**WORK ITEM:** Return the run of lines below that opens with the line containing "What do you see at coordinates (321, 53)" and closes with the line containing "Task: Click on the an IDG, Inc. company", keeping each one exact.
----------
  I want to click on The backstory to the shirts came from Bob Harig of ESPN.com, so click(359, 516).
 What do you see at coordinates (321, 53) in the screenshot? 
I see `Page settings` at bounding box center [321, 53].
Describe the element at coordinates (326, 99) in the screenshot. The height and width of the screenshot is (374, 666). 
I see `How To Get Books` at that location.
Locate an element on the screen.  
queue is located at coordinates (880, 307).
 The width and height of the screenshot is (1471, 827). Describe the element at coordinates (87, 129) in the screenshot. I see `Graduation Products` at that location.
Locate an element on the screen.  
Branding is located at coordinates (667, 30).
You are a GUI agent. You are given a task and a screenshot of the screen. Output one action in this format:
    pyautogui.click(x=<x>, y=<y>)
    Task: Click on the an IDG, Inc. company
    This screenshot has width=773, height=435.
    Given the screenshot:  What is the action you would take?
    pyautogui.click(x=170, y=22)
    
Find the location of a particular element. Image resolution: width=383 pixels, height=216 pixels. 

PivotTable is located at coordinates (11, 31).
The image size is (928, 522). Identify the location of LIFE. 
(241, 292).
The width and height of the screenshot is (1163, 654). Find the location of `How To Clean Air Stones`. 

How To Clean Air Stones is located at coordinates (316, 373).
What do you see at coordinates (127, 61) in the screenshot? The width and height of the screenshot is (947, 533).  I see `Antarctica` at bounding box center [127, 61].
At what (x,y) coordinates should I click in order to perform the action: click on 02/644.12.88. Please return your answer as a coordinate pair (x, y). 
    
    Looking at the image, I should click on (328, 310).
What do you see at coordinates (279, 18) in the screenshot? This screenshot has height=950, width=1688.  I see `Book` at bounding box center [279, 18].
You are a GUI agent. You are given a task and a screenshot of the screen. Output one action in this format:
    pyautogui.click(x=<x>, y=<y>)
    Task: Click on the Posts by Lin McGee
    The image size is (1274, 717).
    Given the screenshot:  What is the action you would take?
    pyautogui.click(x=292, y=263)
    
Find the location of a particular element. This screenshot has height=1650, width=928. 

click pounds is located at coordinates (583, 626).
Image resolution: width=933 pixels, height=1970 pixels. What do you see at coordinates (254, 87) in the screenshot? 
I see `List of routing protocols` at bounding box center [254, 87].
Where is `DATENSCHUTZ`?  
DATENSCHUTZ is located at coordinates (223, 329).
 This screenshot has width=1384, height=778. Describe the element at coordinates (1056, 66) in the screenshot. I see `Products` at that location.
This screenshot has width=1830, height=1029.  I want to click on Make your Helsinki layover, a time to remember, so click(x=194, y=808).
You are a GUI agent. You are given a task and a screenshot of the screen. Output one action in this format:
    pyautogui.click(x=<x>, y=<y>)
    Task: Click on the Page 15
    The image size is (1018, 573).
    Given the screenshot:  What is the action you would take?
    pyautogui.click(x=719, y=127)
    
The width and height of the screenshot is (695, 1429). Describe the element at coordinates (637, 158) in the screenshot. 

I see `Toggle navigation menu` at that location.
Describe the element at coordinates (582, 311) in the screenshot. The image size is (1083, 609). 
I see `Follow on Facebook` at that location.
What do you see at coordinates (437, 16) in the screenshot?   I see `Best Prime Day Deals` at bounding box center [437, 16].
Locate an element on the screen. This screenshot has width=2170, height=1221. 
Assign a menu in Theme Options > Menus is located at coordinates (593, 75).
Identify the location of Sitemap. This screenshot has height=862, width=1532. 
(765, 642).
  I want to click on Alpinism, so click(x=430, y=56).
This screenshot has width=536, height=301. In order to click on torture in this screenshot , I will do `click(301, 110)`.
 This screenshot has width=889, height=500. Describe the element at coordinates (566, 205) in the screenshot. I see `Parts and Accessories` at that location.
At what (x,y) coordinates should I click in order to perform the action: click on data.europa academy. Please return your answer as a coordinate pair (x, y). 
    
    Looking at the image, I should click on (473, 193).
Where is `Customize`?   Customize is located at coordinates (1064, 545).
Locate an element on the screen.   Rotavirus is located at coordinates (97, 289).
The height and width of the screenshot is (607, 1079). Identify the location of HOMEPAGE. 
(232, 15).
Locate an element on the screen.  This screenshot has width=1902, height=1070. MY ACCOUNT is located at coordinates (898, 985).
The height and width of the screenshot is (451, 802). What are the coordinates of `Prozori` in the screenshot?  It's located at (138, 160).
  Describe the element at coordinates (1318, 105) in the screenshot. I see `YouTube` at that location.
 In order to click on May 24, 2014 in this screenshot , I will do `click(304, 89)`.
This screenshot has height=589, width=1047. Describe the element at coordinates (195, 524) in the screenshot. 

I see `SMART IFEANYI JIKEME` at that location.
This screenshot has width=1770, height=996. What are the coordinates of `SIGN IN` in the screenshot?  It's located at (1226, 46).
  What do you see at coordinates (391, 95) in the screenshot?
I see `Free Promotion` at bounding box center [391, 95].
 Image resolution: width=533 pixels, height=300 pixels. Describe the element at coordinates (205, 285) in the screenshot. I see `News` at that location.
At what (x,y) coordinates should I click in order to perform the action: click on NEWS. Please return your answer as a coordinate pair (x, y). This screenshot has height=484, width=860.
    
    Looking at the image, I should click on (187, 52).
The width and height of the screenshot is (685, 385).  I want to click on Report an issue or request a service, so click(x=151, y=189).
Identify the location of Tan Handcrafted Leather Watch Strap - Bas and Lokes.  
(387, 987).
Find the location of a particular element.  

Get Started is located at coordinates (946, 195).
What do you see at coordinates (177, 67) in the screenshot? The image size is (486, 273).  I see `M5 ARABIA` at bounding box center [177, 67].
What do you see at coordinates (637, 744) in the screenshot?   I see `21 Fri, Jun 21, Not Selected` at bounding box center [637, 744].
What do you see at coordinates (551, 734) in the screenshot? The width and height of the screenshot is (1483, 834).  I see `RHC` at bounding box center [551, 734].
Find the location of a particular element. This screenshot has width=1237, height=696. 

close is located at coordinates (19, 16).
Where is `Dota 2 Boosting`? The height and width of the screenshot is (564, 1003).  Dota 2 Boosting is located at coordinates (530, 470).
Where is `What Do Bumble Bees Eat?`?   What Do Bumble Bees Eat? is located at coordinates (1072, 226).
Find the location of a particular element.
----------
**WRITTEN SOLUTION:**
 What do you see at coordinates (321, 53) in the screenshot? 
I see `Page settings` at bounding box center [321, 53].
Describe the element at coordinates (326, 99) in the screenshot. The height and width of the screenshot is (374, 666). 
I see `How To Get Books` at that location.
Locate an element on the screen.  
queue is located at coordinates (880, 307).
 The width and height of the screenshot is (1471, 827). Describe the element at coordinates (87, 129) in the screenshot. I see `Graduation Products` at that location.
Locate an element on the screen.  
Branding is located at coordinates (667, 30).
You are a GUI agent. You are given a task and a screenshot of the screen. Output one action in this format:
    pyautogui.click(x=<x>, y=<y>)
    Task: Click on the an IDG, Inc. company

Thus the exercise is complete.